LYDIA MULVANEY
THE WASHINGTON POST
Hedge funds are loading up with pork.
With U.S. residents expected to eat the most pork since 2007, money managers are now the most-bullish since 2014 on hog futures, which already are at a nine-month high. Fast-food restaurant owners like McDonald’s Corp. are selling more bacon, and the price of pork bellies used to make the rashers has surged 30 percent this year.
Demand at home and abroad is rising faster than U.S. farmers are boosting output. Pork remains a cheaper alternative to beef cuts that last year surged to records as supply shrank, government data show. Hog futures for settlement in June are up 16 percent since mid-November, more than almost every other commodity, including gold.
“You have to be bullish in the near term,” said Donald Selkin, chief market strategist at National Securities Corp. in New York, who helps manage about $3 billion. “Exports have been strong, that’s what’s driving this.”
The net-long position in hog futures and options jumped 20 percent to 51,505 contracts in the week ended March 15, the biggest gain in more than a month, according to Commodity Futures and Trading Commission data released three days later. Holdings have surged sixfold since mid-December and expanded in 13 of the past 14 weeks.
Futures for June settlement, the most-actively traded hog contract, fell 1.9 percent to 82.275 cents a pound at 11:16 a.m. on the Chicago Mercantile Exchange. Prices are 12 percent higher than a year earlier. April futures, which had been the most-active until March 8, are trading at 69.775 cents a pound Monday, up 18 percent since mid-November.
In a March 16 report, Societe Generale raised its second-quarter forecast by 16 percent, predicting the front-month contract would average 78.9 cents, compared with 69.4 cents so far this year for the April contract.
U.S. hog producers have been expanding after futures surged to a record in 2014, when a piglet-killing virus reduced the domestic herd. Pork production last year was the highest ever and is forecast to increase 2.1 percent in 2016, U.S. Department of Agriculture data show.
But people are eating more pork. On average, U.S. residents will consume 50.4 pounds this year, the USDA said on March 9. And more meat is getting shipped overseas. U.S. exports in January were 10 percent higher than a year earlier, and shipments have averaged 13 percent above year-ago levels every month since September, government data show. That’s exceeding the full-year increase forecast by the USDA of 3.2 percent.
Even with the recent rally in prices, beef’s premium to pork is more than 50 percent above the 10-year average, and wholesale pork is well below its five-year average.
More fast-food restaurants are promoting breakfast items all day that feature pork products, said Dennis Smith, Chicago-based senior account executive at Archer Financial Services Inc. As the cost of ground beef slips from recent records, burgers are making a comeback and restaurants are adding bacon as a topping, said David Maloni, principal at American Restaurant Association Inc. in Sarasota, Florida. Wholesale pork-bellies are up 88 percent from a year earlier at $1.3428 a pound, USDA data show.
Not all pork items are rallying. Easter hams are priced to sell, dropping 11 percent since the end of January to 52.05 cents a pound, USDA data show. Bacon fetches a premium to ham that is more than 60 percent above the five-year average.
Rising pork supplies could end the rally, with the increase in hogs overwhelming processing plants later this year. Farmers tend to boost output in the second half of the year.
“There’s definitely a good cause to be bullish through the third quarter, but be very careful in the fourth quarter,” said Will Sawyer, an Atlanta-based vice president for Rabobank International. Processing all the hogs “could come at a price that’s less than what futures are showing today,” he said.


> REQUIRED WORK
Return verbatim the line containing "xyxy pixel coordinates" together with all lines that follow it, through the end of the records.

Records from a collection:
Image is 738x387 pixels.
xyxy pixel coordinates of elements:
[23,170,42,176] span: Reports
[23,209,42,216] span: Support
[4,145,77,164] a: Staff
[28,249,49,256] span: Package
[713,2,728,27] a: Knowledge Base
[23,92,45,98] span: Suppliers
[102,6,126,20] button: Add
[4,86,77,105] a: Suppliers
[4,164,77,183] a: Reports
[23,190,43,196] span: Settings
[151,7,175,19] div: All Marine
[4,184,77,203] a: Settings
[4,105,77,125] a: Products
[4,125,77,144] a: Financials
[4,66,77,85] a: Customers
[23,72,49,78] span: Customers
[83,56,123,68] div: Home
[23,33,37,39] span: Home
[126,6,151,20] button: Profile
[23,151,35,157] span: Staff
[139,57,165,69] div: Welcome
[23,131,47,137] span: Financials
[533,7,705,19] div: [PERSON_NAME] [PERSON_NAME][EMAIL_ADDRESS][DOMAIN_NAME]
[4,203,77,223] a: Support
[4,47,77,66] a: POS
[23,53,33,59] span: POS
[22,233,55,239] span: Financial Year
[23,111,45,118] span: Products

> SOLUTION TO THIS TASK
xyxy pixel coordinates of elements:
[23,170,42,176] span: Reports
[23,209,42,216] span: Support
[4,145,77,164] a: Staff
[28,249,49,256] span: Package
[713,2,728,27] a: Knowledge Base
[23,92,45,98] span: Suppliers
[102,6,126,20] button: Add
[4,86,77,105] a: Suppliers
[4,164,77,183] a: Reports
[23,190,43,196] span: Settings
[151,7,175,19] div: All Marine
[4,184,77,203] a: Settings
[4,105,77,125] a: Products
[4,125,77,144] a: Financials
[4,66,77,85] a: Customers
[23,72,49,78] span: Customers
[83,56,123,68] div: Home
[23,33,37,39] span: Home
[126,6,151,20] button: Profile
[23,151,35,157] span: Staff
[139,57,165,69] div: Welcome
[23,131,47,137] span: Financials
[533,7,705,19] div: [PERSON_NAME] [PERSON_NAME][EMAIL_ADDRESS][DOMAIN_NAME]
[4,203,77,223] a: Support
[4,47,77,66] a: POS
[23,53,33,59] span: POS
[22,233,55,239] span: Financial Year
[23,111,45,118] span: Products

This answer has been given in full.